Will Smith on turning down 'Django Unchained': 'I needed to be the lead'

When Quentin Tarantino’s western revenge-fantasy Django Unchained was first announced, casting rumors pegged Will Smith as the titular slave-turned-vigilante. But Smith, who teams with his son Jaden in this summer’s sci-fi epic After Earth, tells EW that he turned down the part because his character would’ve been second-fiddle to the bounty hunter (played by Christoph Waltz) who teaches Django his trade . “Django wasn’t the lead, so it was like, I need to be the lead. The other character was the lead!” says the Men in Black star, whose departure opened the door for Jamie Foxx to play the role.

Smith says that before he left the project, he even pleaded with Tarantino to let Django have a more central role in the story. “I was like, ‘No, Quentin, please, I need to kill the bad guy!’” (Ironically, Waltz was considered a supporting actor during his Oscar-winning award season, while Jamie Foxx was promoted as the movie’s lead.)

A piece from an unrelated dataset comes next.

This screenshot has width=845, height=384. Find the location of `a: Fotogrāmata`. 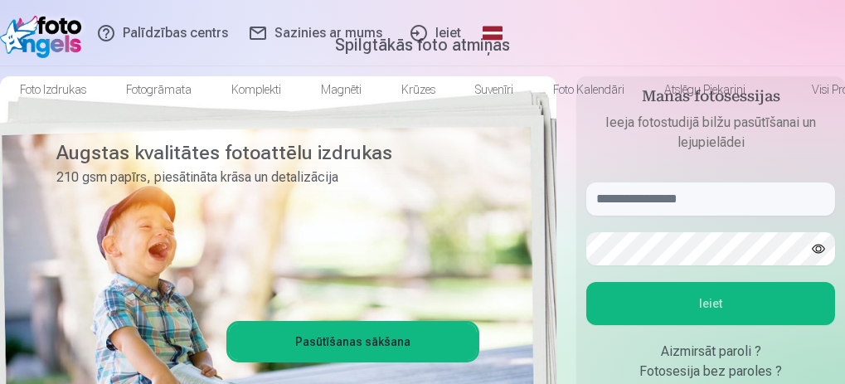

But no hard feelings: Smith was a big fan of the final product. “I thought it was brilliant,” he says. “Just not for me.”
 
he was joking here. he is not that direct in interviews, to tell the public that everything needs to be about him.there had to be other reasons IMO.

this comment (a joke) combined with the fact that he is in a Shyamalan movie will be enough that fanboys bash Will Smith for the next 5 years.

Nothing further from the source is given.